D.C. v. Heller wasn't so much a victory for gun rights as it was a deft aversion of defeat. The Supreme Court addressed its first broad gun rights case in decades and came away finding that the Constitution confers an individual right to bear arms, not a collective right. A 5-4 decision the other way would have been devastating.

Still, this victory seems hollow. Perhaps that's in part because of the narrow way the case was argued by the plaintiff, D.C. security guard Dick Anthony Heller (disclosure: I have several friends and former colleagues who worked on Mr. Heller's case).

Heller's lawyers' strategy (a wise one, in my opinion) was to argue the case narrowly enough that courts couldn't throw it out, forcing the federal court system once and for all to determine whether the Second Amendment's right to keep and bear arms applies strictly to militias or to each of us as individuals.

Writing for the majority, Justice Antonin Scalia ruled for the latter, but with some broad exceptions.

And there's the rub. Scalia's opinion says the Second Amendment's "individual right" to bear arms extends only to self defense and, even then, only in one's home. Perhaps in part to help secure a five-vote majority, Scalia seems to have gone out of his way to explain that the Court wasn't invalidating laws against concealed carry, laws against "unusual or dangerous" weapons, licensure and permit laws, or laws against possessing weapons in "sensitive areas."

Second Amendment scholar Nelson Lund writes that Scalia's exceptions could be significant: Should white-collar felons guilty of nonviolent crimes such as tax evasion or insider trading be barred forever from possessing a gun for self-defense?

Scalia's "sensitive areas" might well include the likes of post-Katrina New Orleans—places where the government is striving to preserve order but where the citizens are in most need of arms for self-defense.

Scalia's opinion also neglected to embrace the Second Amendment as a bulwark against government tyranny, an argument that may at first blush seem anachronistic and impractical but that history shows ought not be taken lightly.

One needn't be a modern-day mountain militiaman to observe that authoritarian regimes often become tyrannical after first disarming the citizenry. As Thomas Jefferson put it, "When the people fear their government, there is tyranny; when the government fears the people, there is liberty."

Most significantly, Scalia's decision neglected to incorporate the individual right to gun ownership to the states through the Fourteenth Amendment. That means that for practical purposes, the only people directly affected by the ruling are the 600,000 residents of Washington, D.C., and the handful of others living in protectorates of the federal government.

To be fair, the plaintiff in the case was a resident of Washington, D.C., and didn't ask the Court to address incorporation. Still, Scalia broached the matter in a footnote but was vague and ambivalent about his intentions, leading to competing interpretations over whether he would or wouldn't be amenable to incorporation.

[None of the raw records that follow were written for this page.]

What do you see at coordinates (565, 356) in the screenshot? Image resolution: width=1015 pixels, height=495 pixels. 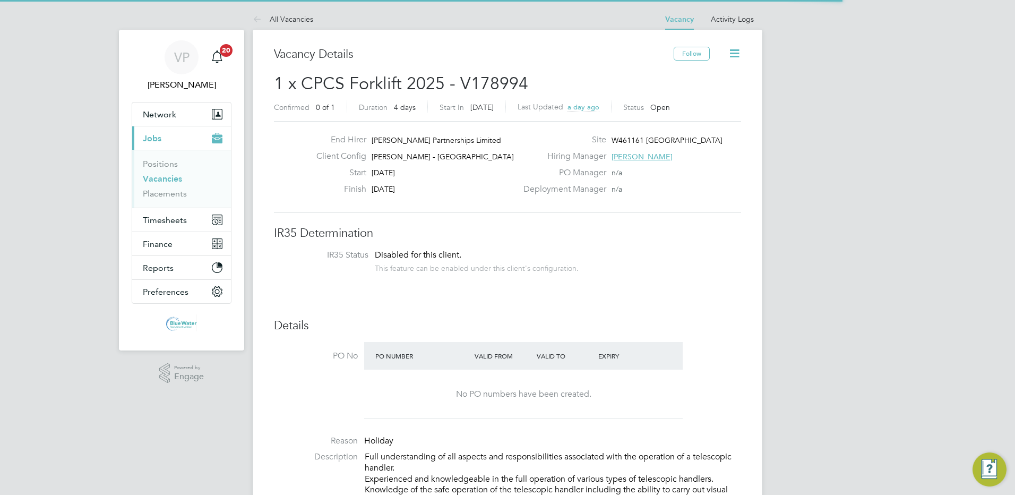 I see `div: Valid To` at bounding box center [565, 356].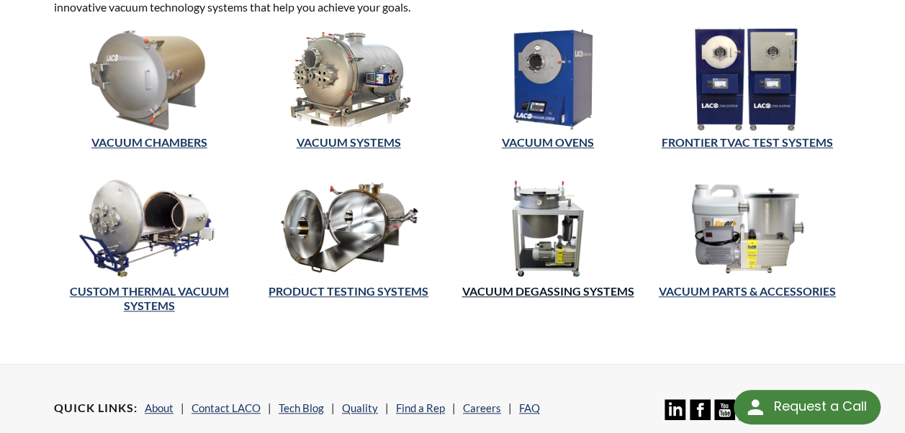  What do you see at coordinates (149, 79) in the screenshot?
I see `img: Vacuum Chambers` at bounding box center [149, 79].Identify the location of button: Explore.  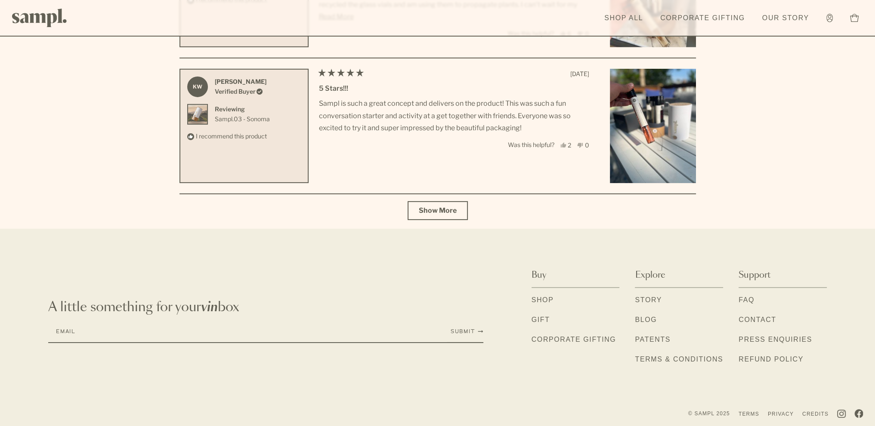
(678, 276).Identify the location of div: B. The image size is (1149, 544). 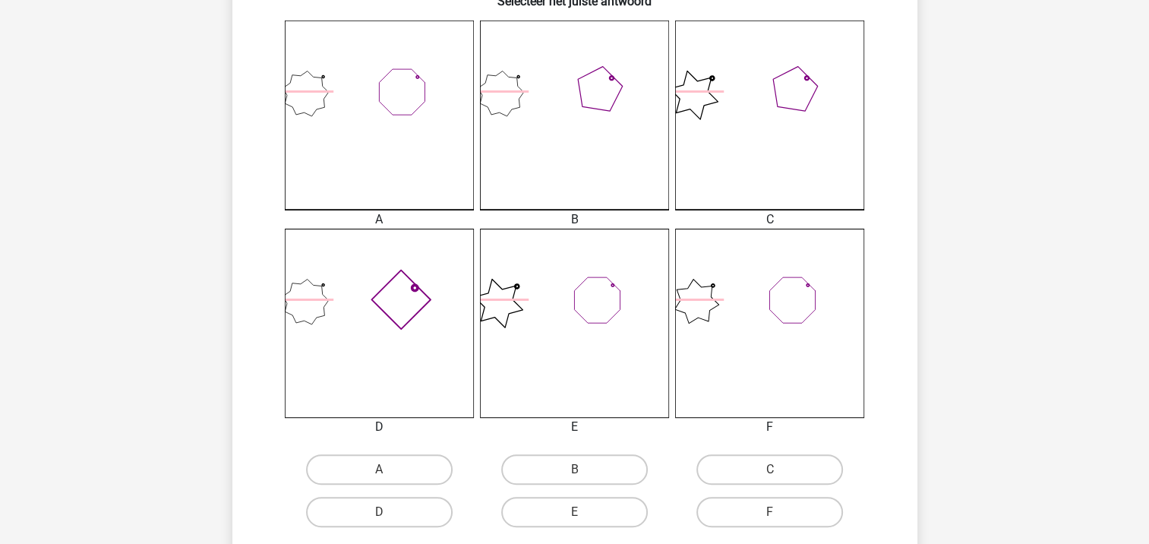
(574, 220).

Scalia has tended to be skeptical of the idea of broadly applying the Bill of Rights to the states. He also has a history of prioritizing his law-and-order instincts over his allegiance to limited government principals and originalism, as he did when he sided with the Court's liberal justices in the medical marijuana case Gonzalez v. Raich.

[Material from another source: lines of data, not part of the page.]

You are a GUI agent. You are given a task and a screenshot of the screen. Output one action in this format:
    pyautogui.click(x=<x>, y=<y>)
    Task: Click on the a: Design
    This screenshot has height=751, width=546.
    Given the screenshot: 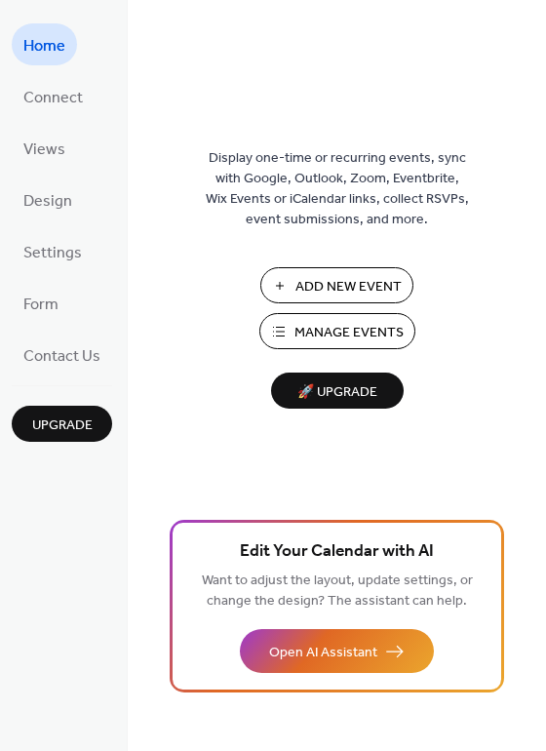 What is the action you would take?
    pyautogui.click(x=48, y=199)
    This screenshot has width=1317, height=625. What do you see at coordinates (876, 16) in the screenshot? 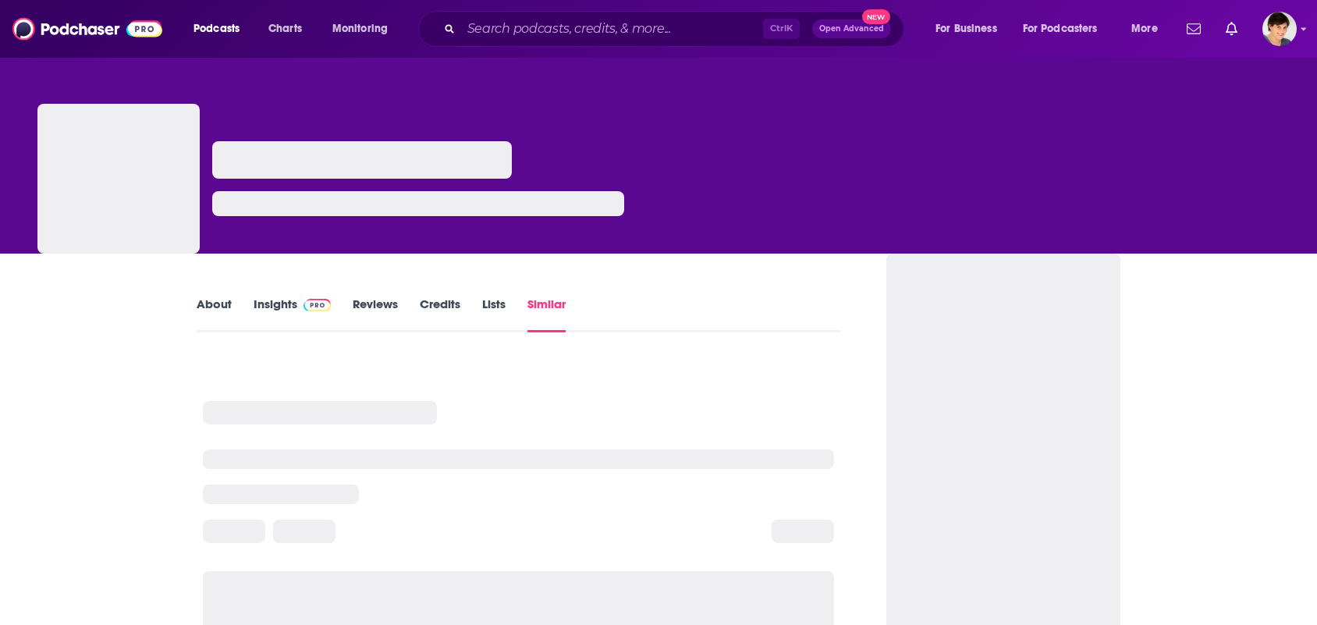
I see `span: New` at bounding box center [876, 16]. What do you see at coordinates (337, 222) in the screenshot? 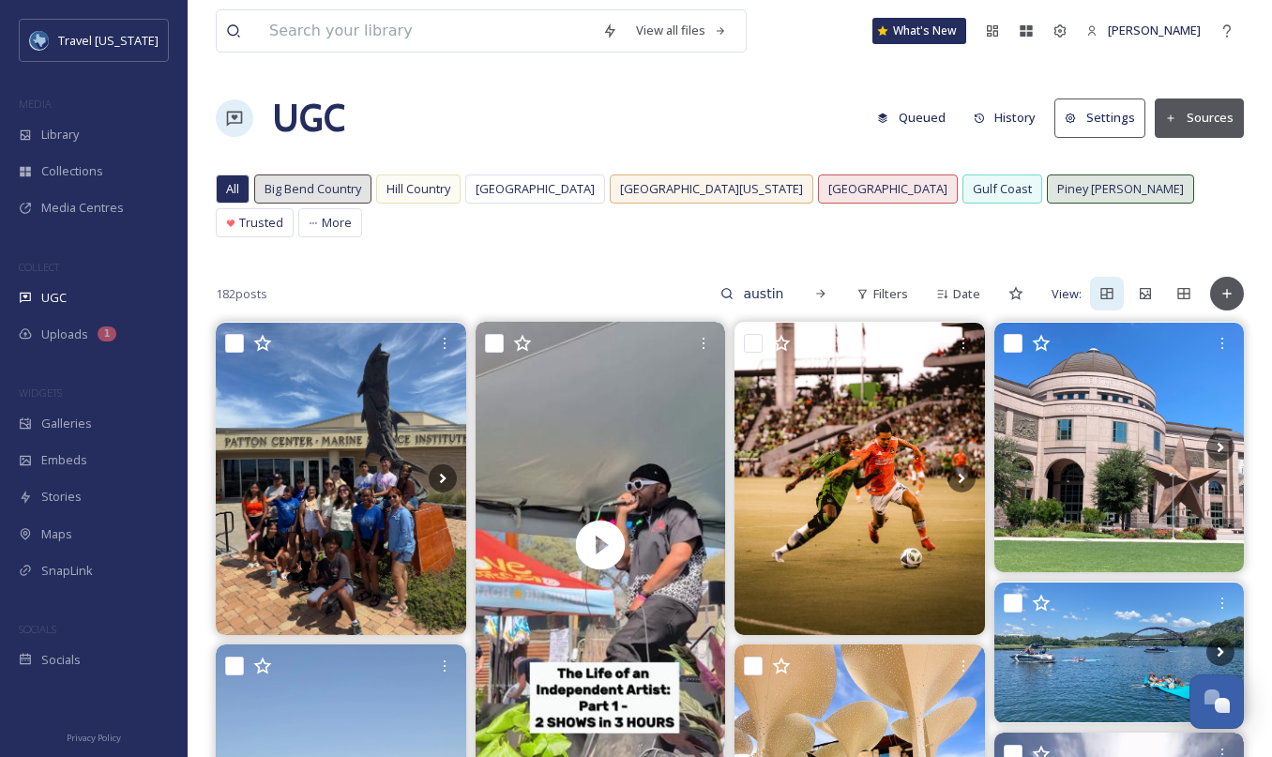
I see `span: More` at bounding box center [337, 222].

There, Scalia's fondness for the drug war trumped his alleged federalist principles. His and Justice Anthony Kennedy's vote to validate the federal government's efforts to subvert state laws allowing for the use of medical marijuana essentially halted the Court's incremental, 10-year "federalism revolution," which some speculate may have resulted in overturning Wickard v. Filburn, the 60-year-old Commerce Clause case that broadly expanded the power of Congress to intervene in the most minute of personal affairs.

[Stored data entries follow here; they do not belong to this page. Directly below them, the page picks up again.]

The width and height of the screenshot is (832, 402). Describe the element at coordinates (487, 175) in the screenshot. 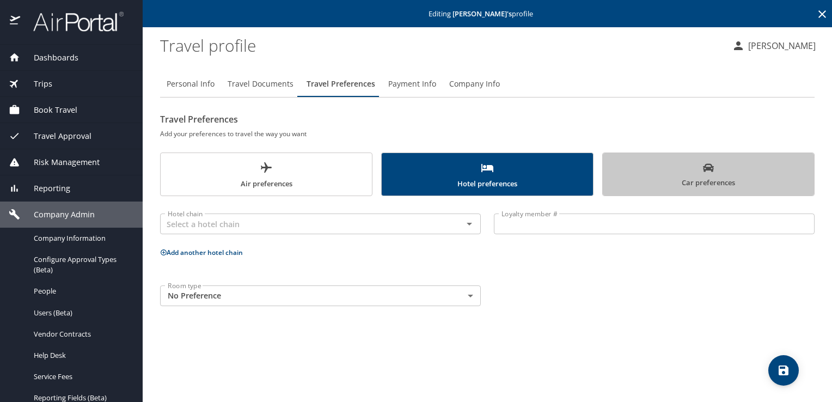

I see `span: Hotel preferences` at that location.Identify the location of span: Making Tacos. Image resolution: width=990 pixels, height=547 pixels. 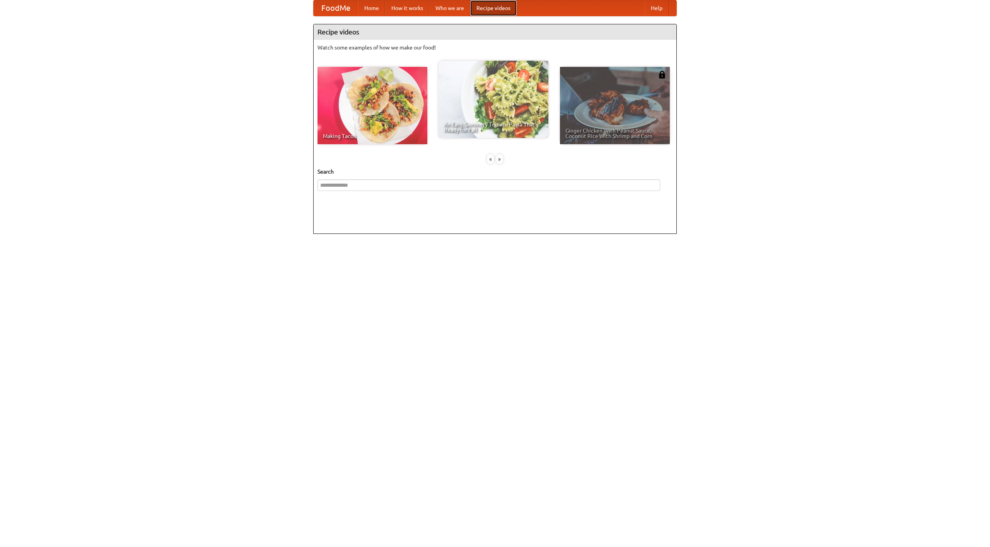
(372, 136).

Until the incorporation issue is resolved—which likely will take years—last week's decision, while symbolically significant, has limited practical effect. It means only that the citizens of Washington, D.C., and other federal protectorates have the right to own a handgun for the purpose of self-protection.

But that right only extends to gun ownership in the home, and even then, it's subject to all sorts of restrictions and licensure requirements. Just how strict those requirements can be (could D.C. pass a six-month waiting period for handgun purchases?) will need to be resolved by litigation.

Outside of D.C., nothing has changed. The Heller decision won't affect other cities with gun restrictions as severe as those in D.C. So-called "assault weapon bans" still are valid. All Heller did outside the nation's capital was remove the possibility that Congress might one day pass a blanket federal ban on all firearm ownership, which seemed like a remote possibility, anyway.

Pan back a bit and the cause for skepticism grows. The Bill of Rights never was intended to be a list of the only rights we have; in fact, the founders worried that future generations might interpret it that way, which is why they included the Ninth and Tenth amendments.

Rather, the Bill of Rights includes the rights the founders considered most important, those necessary to secure and preserve all of the others.

The right to bear arms appears second on the list. And yet even here, on an issue that's become a central tenet of conservative philosophy, we have a decision written by the Court's most conservative justice that can't even uphold the second addition to the Bill of Rights without a series of caveats, exceptions, and asides. And it's a ruling that, practically speaking, applies that right to only a sliver of the country's 300 million residents.

As the short-lived "federalism revolution" demonstrates, an incrementalist approach to winning back the liberties we've lost over the years isn't likely to be successful. Indeed, the general trajectory of the Court over American history has—with some exceptions—been toward more power for the government at the expense of individual liberty, not the other way around.

Heller was a symbolic victory, and the lawyers who brought the longshot case should be commended. But time will tell if this symbolic victory evolves into a practical one.

For now, we're still a long way from a blanket, real-world right to keep and bear arms.